Read Dusk Online

Authors: Ashanti Luke

Tags: #scifi, #adventure, #science fiction, #space travel, #military science fiction, #space war

Dusk (68 page)

“Does this thing have enough power to engage
the main drive in the atmosphere?” Cyrus asked, his nerves steeling
even as the tears dried on his face. He noticed he was still
carrying Six’s bloodstained spear and that one of the heads had
broken off in the explosion.

“It would create a vacuum because it’s so
hot,” Jang reported, “but it would be possible.”

“They have armed their missiles!” Uzziah
bellowed, unsuccessful at keeping his composure.

“The grav-suppressors here are more efficient
than ours, no?” Cyrus asked.

“They make the Paracelsus look like a cutty
sark,” Jang reported, managing to stay calmer than Uzziah.

“Then burn the main, full power, now!”

As Paeryl stood with Cyndyl, Toobah, and the few
Apostates that had stayed behind, he watched the troubled ascent of
the Chariot through scanning goggles. Once the cargo doors had
finally closed, it had pulled up toward the atmosphere only to
confront another, larger formation of Echelon attack fighters. But
then suddenly, there was a bright flash, and a bizarre still filled
the air. There was a resounding clap, and the Chariot was gone. Two
of the fighters that had rushed toward them spun erratically as
Paeryl’s eyes adjusted. The two ships plummeted for a moment before
regaining their composure, but the other three fighters that had
stood in the path of the Chariot were no longer visible. And then,
from behind them, came a breeze the likes of which neither Asha,
nor Paeryl was accustomed to. It moved the hairs on the back of his
neck and the graying hairs on his head, and it wavered his clothing
as it rushed up toward the sky like children behind a procession.
Paeryl smiled, knowing the breeze was not the only thing Cyrus had
left behind, and the wind was not the only thing he was taking with
him. He reached over, took his wife’s hand, and they walked further
into wastes that had been most hospitable to them until now, to
find a place where they could bask in the rays of their beloved
Set, unmolested by the Archons that cowered from the light, to
await anyone who could leave enough of themselves behind to embrace
new life that only the light could provide.

The orange light of the Ashan sky gave way to
a starscape in a flicker, and before the louvers had come down
fully, the stars on the edges of Cyrus’s vision stretched out like
the spindles of an aster. The stars before them seemed to bloat and
swell, their light burning brighter and brighter until they felt as
if they would bore holes into Cyrus’s very consciousness. Even
after the louver had closed, and he had retired from the bridge,
the stars still seemed to be burning in front of him, their
intensity overwhelming his mind’s eye until it seemed his entire
existence was full of light. Doree and Fenrir were already sending
the others to facilitate the implementation of the suncasters in
the living quarters. They had already set up two in the infirmary,
and Toutopolus, Torvald, and Davidson worked with the automated
medical unit to administer aid to the men, women, and children that
had been wounded in the final battle. Loli made preparations in the
crematorium to allow each of those who had passed in their final
endeavor the chance to properly return what they had borrowed from
the universe. Cyrus walked over, and before he could open his mouth
to say something he did not know how to say, Loli embraced him.

“I’m sorry,” was all he could manage before
emotion built a swell in the corners of his own eyes.

“Don’t be sorry for him. This is what he
wanted from the time he came here—to be given a chance to live up
to his drawing and still win,” even though they had come out
between sobs, her words were strangely soothing.

Cyrus pulled her closer, accepting the warmth
of her body. “I meant for me and you.” She did not reply. She only
held him until she felt like she could finish what she needed to
do, which was not long enough for either of them. Six had gotten
what he wanted, had saved the entire sortie, but if there was
victory in his death at all, at least for now, he was the only one
with license to feel it.

But that was how it was, wasn’t it? Cyrus had
come to Asha and had sacrificed dearly, because he could no longer
live in a world that had forgotten how to. It did hurt, it chafed
to the bone, but probably not that day, probably not tomorrow, but
at some point, he would feel differently, because that was what
sacrifice meant. It meant not being afraid yesterday of what you
might lose today, because a man who is true to himself, true to
those around him, could not lose what was most important today, so
long as he set the world right for tomorrow. So at Six’s cremation
Cyrus would not weep, he would not feel sorrow, because these
Apostates had lain meekly in the wastes of a planet long forgotten
by its original inhabitants, and thanks to Six, and the sacrifices
of all those on this ship, and all those who did not make it, the
meek were now free to claim their inheritance.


Could you transcribe every record below exactly, leaving out any pictures?

(Text-to-region grounding data)
______

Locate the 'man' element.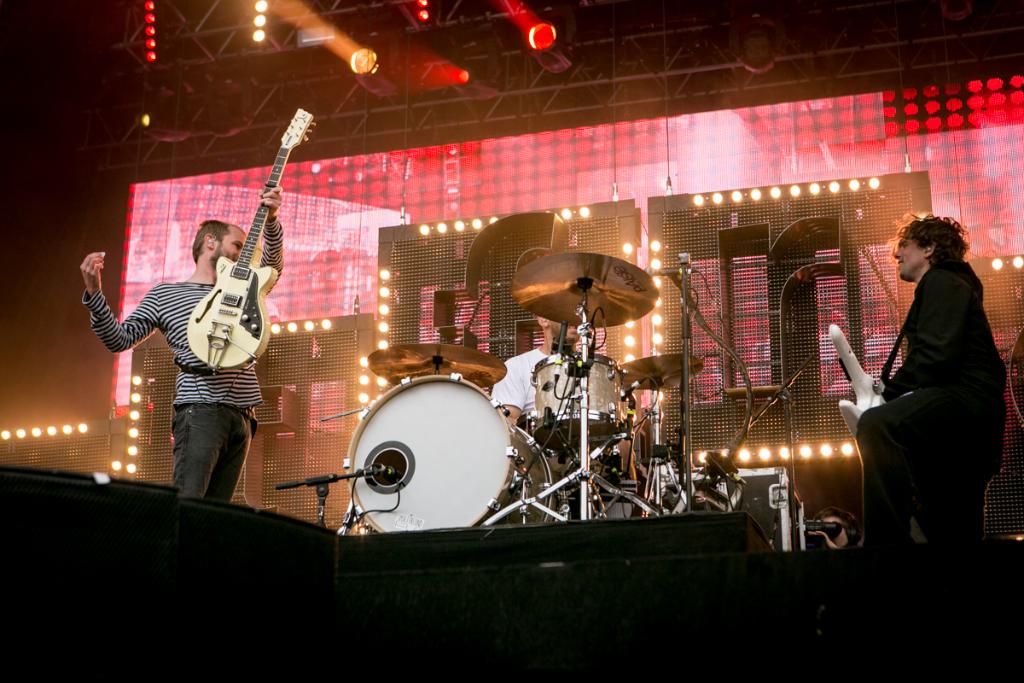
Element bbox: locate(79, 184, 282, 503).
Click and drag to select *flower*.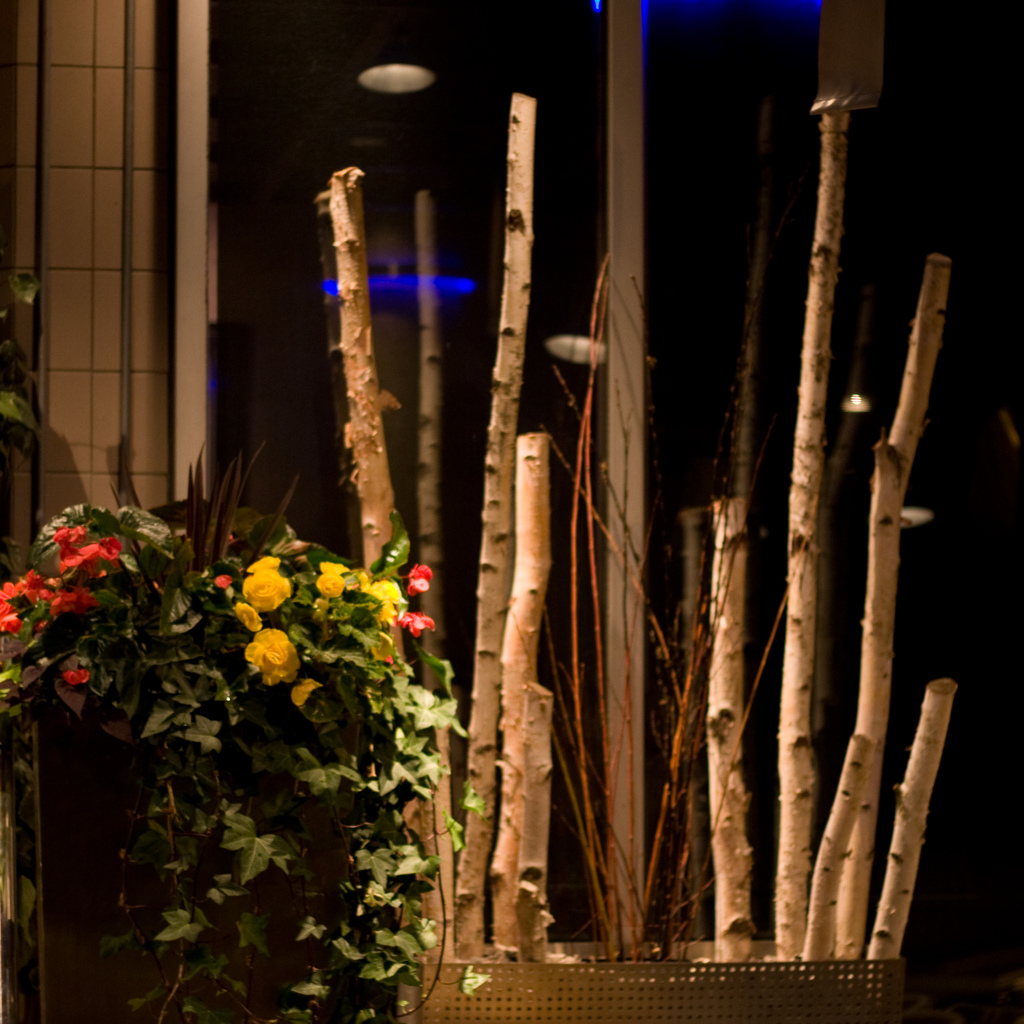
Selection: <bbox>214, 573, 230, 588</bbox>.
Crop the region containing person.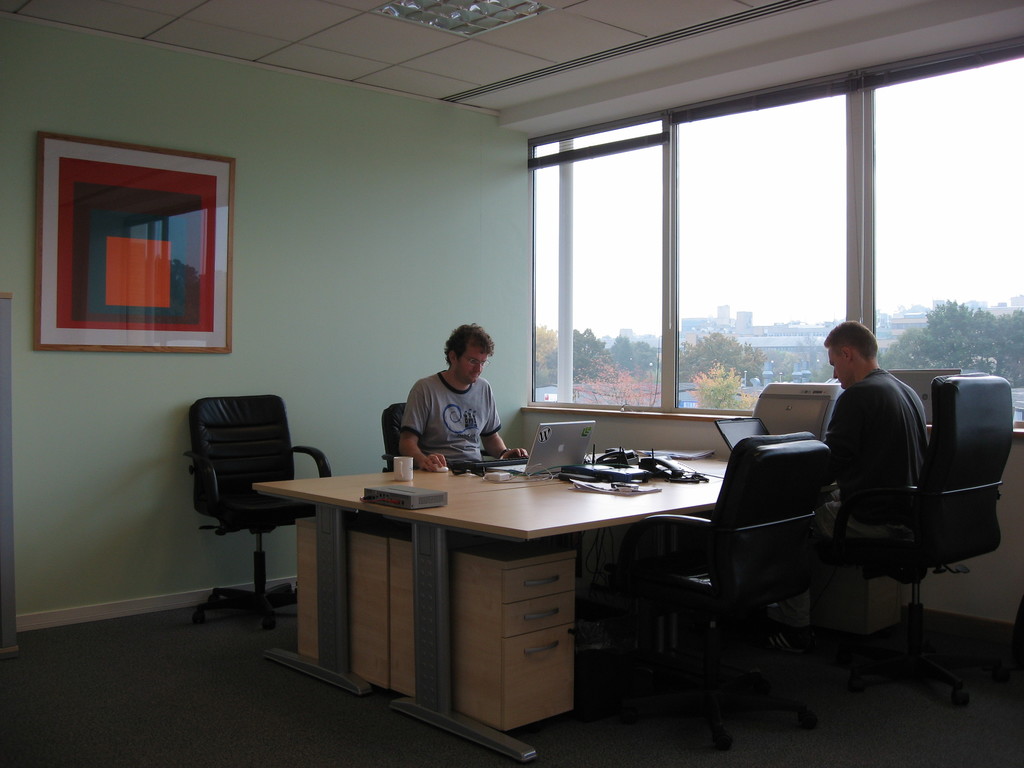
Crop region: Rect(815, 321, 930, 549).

______

■ Response to this exercise ■
Locate the 'man' element.
Element bbox: locate(79, 184, 282, 503).
Click and drag to select *flower*.
Selection: <bbox>214, 573, 230, 588</bbox>.
Crop the region containing person.
Crop region: Rect(815, 321, 930, 549).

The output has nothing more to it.